Prof Green said Australia did not need large manufacturing operations to achieve a balanced economy.

“We’re now in a time of global production networks which are not only driven by the large global companies but by the myriad suppliers, the SMEs (small and medium enterprises), the micro-multinationals,” he said.

“They are carving out spaces in global value chains and capturing value not just from production, but intangibles like design, computer engineering, sales and marketing. Production is only one part of the global value chain.”

Prof Green said it would not be easy as companies may have to find ways of innovation that are not technological: developing new business models and high-performance management practices, for example.

“It requires a transformative approach, not just continuous improvement or incremental innovation,” he said. “That’s the challenge facing the car components sector.”

According to Prof Green, ongoing federal government support is vital. He said the government needed to co-ordinate Australia’s innovation effort into a linked-up national system if Australia was to develop competitive advantages in new areas.

He also pointed to Nordic countries, the UK and the US, all of whom had recently conducted surveys into where technology might develop in future.

“In other words, they are not asking is the age of entitlement over, or other such meaningless rhetoric. They are asking: where do the real competitive advantages and capabilities lie in the next 10 or 15 or 20 years?” he said.

“This is the real challenge confronting governments today.”

Prof Green also said the Abbott government needed to invest in education and knowledge to lift the general standard of skill in the population.

The Nordic countries were well ahead of Australia in this area, he said.

Sweden (6.8 per cent of gross domestic product), Finland (6.1 per cent) and Denmark (5.5 per cent) were all well ahead of Australia, which invests only 4.1 per cent of GDP in knowledge.

“The Nordic countries are right up there, but even Canada is way ahead in terms of its investment in these areas, which are ultimately the basis of our ability to build an innovation system and the innovation capability of our enterprises,” he said.

The third area where government can help is in facilitating interchange and contact between educational and research institutions and business.

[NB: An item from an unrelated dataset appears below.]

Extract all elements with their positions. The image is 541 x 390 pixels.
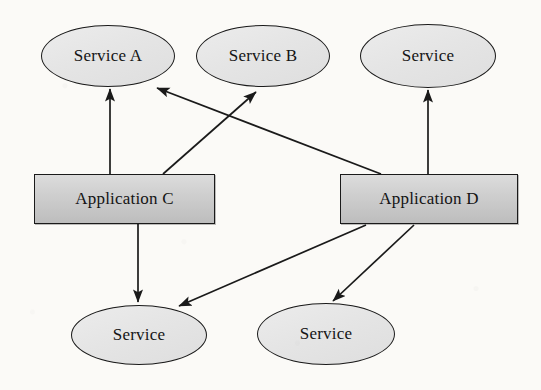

And this is not about formal conferences and seminars, he said, referencing a UK survey of 5000 businesses that asked what drove innovation in those companies.

“It wasn’t technology licencing or the more commercial relationships you might expect, but informal contacts, which everyone thought would be a residual in this survey. It came right at the top.”

The area where companies needed to help themselves more was in the areas of leadership and management, because that will be what sets apart Australian companies, which work in a high-cost environment.

Prof Green said the Australian government had commissioned the London School of Economics to survey management performance in Australia and comparable economies around the world.

“What we find on a global scale is we are not on the bottom of the 16 country list, but nor are we at the top,” he said.

“Those at the top are the high-cost economies and we are one of those now and we need to operate at that level.”

The professor also said that the ‘Australia in the Asian Century’ report lays out various challenges and requirements.

“If we could fulfil our ambitions in those three areas of government support – a national innovation system, investment in knowledge and education and support for collaborative links between business, universities and research institutions – and focus on talent of the people who work for us and release that talent into new products and services and accessing those global value chains, then I think the future of Australian manufacturing is as bright here as it would be anywhere in the world.”